The Ministry of Education and Vocational Training could come to the “rescue” from this month of September of the charter school, where 33% of the students studyfinding themselves in a “compromising situation”, according to Catholic Schools. On the one hand, due to the low birth rate, which means a drop in the number of students of up to 30%, which has caused a small trickle of school closures, an issue on which “it is urgent to take measures”, says Luis Centeno, deputy general secretary of Catholic Schools; on the other hand, it is urgent to address the economic situation.
The centres are already suffering from the lower purchasing power of families due to inflation and this means that they are obtaining less extraordinary income from complementary services that they have been offering (psychological counselling, sale of books, uniforms, voluntary financial contributions from families…). “The situation is worrying because there is no financial margin and the centres are keeping their fingers crossed that there will be no major incidents that require disbursements,” Centeno points out.
Throughout the month of September, the Ministry of Education and Vocational Training plans to create technical tables with a schedule of negotiations so that an analysis of the situation can be made. This would be the first time that the state of the concerted school has been addressed since the time of the former socialist minister Ángel Gabilondo. One of the issues to be negotiated will be the updating of the modules of the concerts, that is, the money that the concerted school receives from the State. And it is that if in the public The Administration spends 7,899 euros per student, in the concerted system the amount does not reach 3,000according to the average that is handled.

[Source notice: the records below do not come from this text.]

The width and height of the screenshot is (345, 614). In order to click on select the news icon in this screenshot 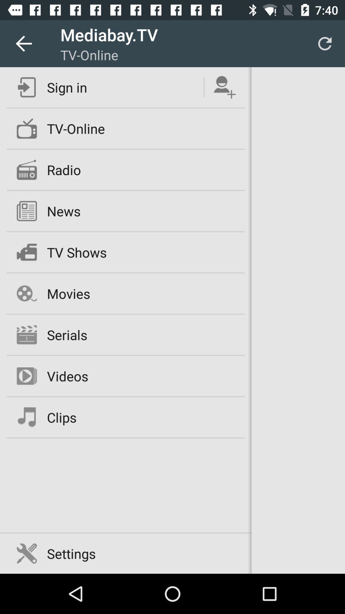, I will do `click(64, 211)`.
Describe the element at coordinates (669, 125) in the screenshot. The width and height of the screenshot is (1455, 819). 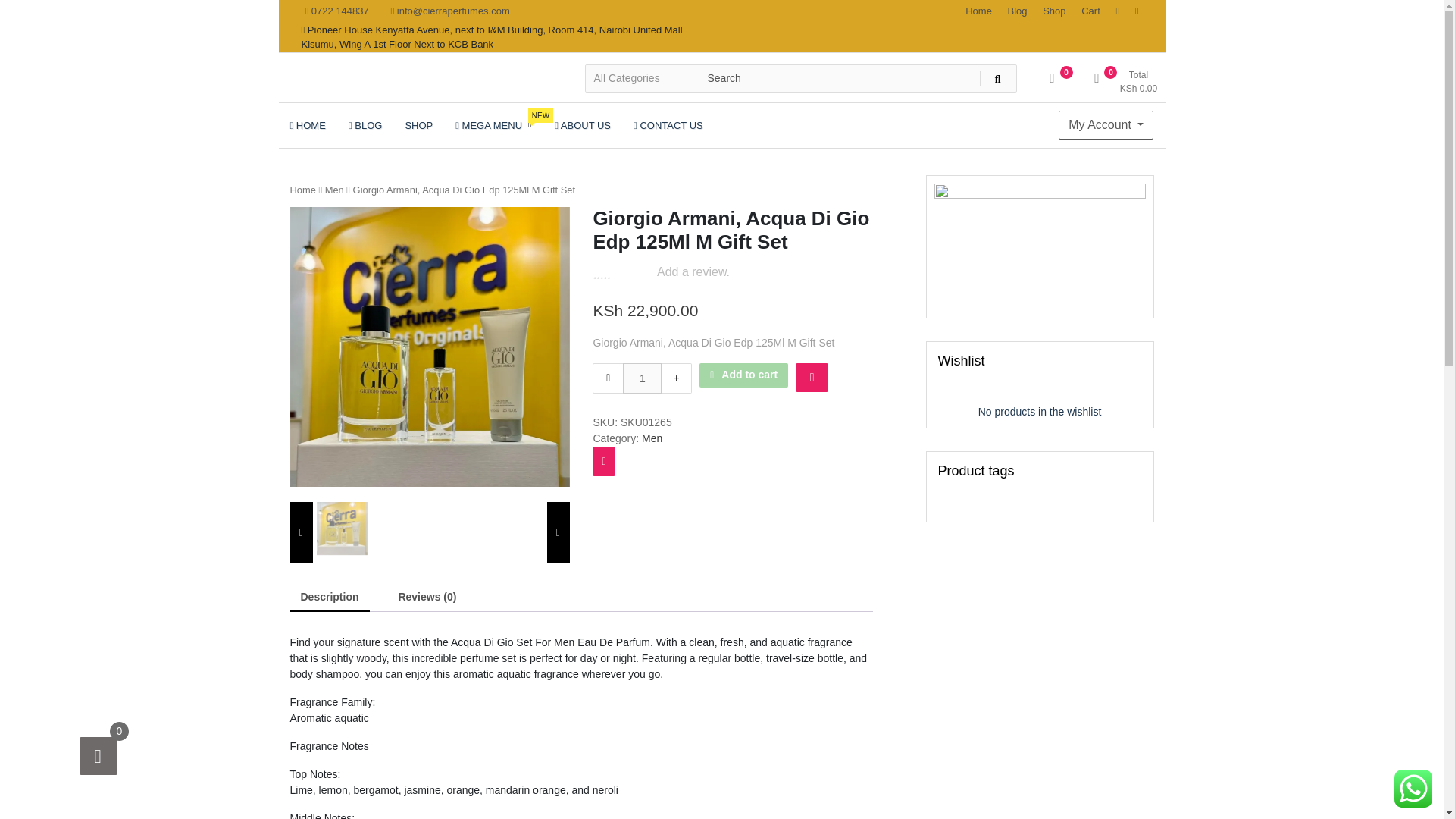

What remains to be seen is to what extent this State contribution to private schools will be increased, as it considers that for each classroom of students it accumulates a deficit of 4,000 euros.
“We accept that funding is slightly higher in the public sector, because there are rural areas with few students who need to be educated, but we cannot accept that it is allocated twice as much as in the public sector. We must not accept that the Administration pays half of what it should and that families have to help voluntarily,” Centeno stresses.The Ministry of Education seems willing to update the financial contributionand it is not even ruled out that it will create a new regulation at the state level with the concert modules, but it intends that this economic update be accompanied by the elimination of voluntary quotas for families and the admission of a greater quota of immigrants in these centers, which it now considers insufficient. The concerted, however, affirms that it works to be inclusive, as is confirmed in many centers, but attributes a lower quota of immigrants in many of them to economic and social factors.
The salary of teachers in these schools is another issue pending updating, an issue burdened by the lack of Budgets in 2023. This meant that only one rule could be published on the salary increase for civil servants, which also applies to teachers, and which in that year was 3.5%. However, The salary increase has been uneven in the autonomous communities. While Aragon has made it effective for teachers from the private sector in the August payroll, Murcia, for example, has not done so. Something similar happens in 2024. Some have regularized their salary and others have not, depending on the autonomous region.
Pending matter
This “rescue” of the charter school is not an improvised decision. It was already established in the additional provision 29 of the LOE, approved in 2006, an obligation that was pending and that has been modified and expanded by the Lomloe, the current socialist education law. It establishes that The Ministry of Education must set up a Commission to study the cost of school places and adapt the modules of concerts that appear published in the General State Budget Law to the real cost.
Both the Administration and the centres are aware that the current module of agreement per unit is obsolete and is deficient for the entities that own it, many of them religious organisations. In 2010, Ángel Gabilondo promoted the implementation of this commission when he was Minister of Education, but he did not finish his work due to the early elections of 2011 (Rodríguez Zapatero). Neither the PP nor the PSOE governments have resumed the work until now, when the conditions would have to be negotiated. Meanwhile, the concerted schools breathe a sigh of relief when they see that article 109 of the Lomloe on the “social demand” has not been applied in the majority of the autonomous communities, which generated controversy as it was seen as a threat to the survival of this educational model.